Reece explained that he was working with debt and equity partners, but they were “waiting to see if there will be a light at the end of the tunnel.”
“I anticipate pain for my existing cap table, but that partners get paid,” Reece wrote.
Six minutes later Jones asked for clarity, somewhat incredulously, that repayment of the resort operators’ lift tickets already sold relied on Liftopia finding an investor.
“So you have spent our money on other things, like rent and payroll and therefore it’s gone?” Jones wrote. “Trying to understand what happened to our revenues, which to be clear, were never yours to begin with.” (The arrangement has Liftopia collecting a fee for selling lift tickets and season passes for resorts.)
On April 23, Jones sent a letter to Reece asking for roughly $2.1 million. On June 2, Aspen Skiing Co., acting on behalf of the Mountain Collective, joined Arapahoe Basin, Alterra Mountain Co. and Cypress Bowl in the involuntary petition seeking $2.38 million.

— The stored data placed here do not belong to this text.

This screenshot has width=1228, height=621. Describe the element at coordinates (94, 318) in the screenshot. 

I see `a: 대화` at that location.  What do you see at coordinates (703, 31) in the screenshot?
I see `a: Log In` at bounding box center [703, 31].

In his motion to dismiss the petition filed earlier this month, Reece argues that the ski areas were off in their claims by $86,000. If there is a dispute to any amount, the claims can be disqualified, the Liftopia attorneys argued. The resort operators countered, arguing the motion to dismiss was “spurious” and an attempt to buy time “rather than taking responsibility for its financial missteps when faced with the reckoning of the involuntary petition.”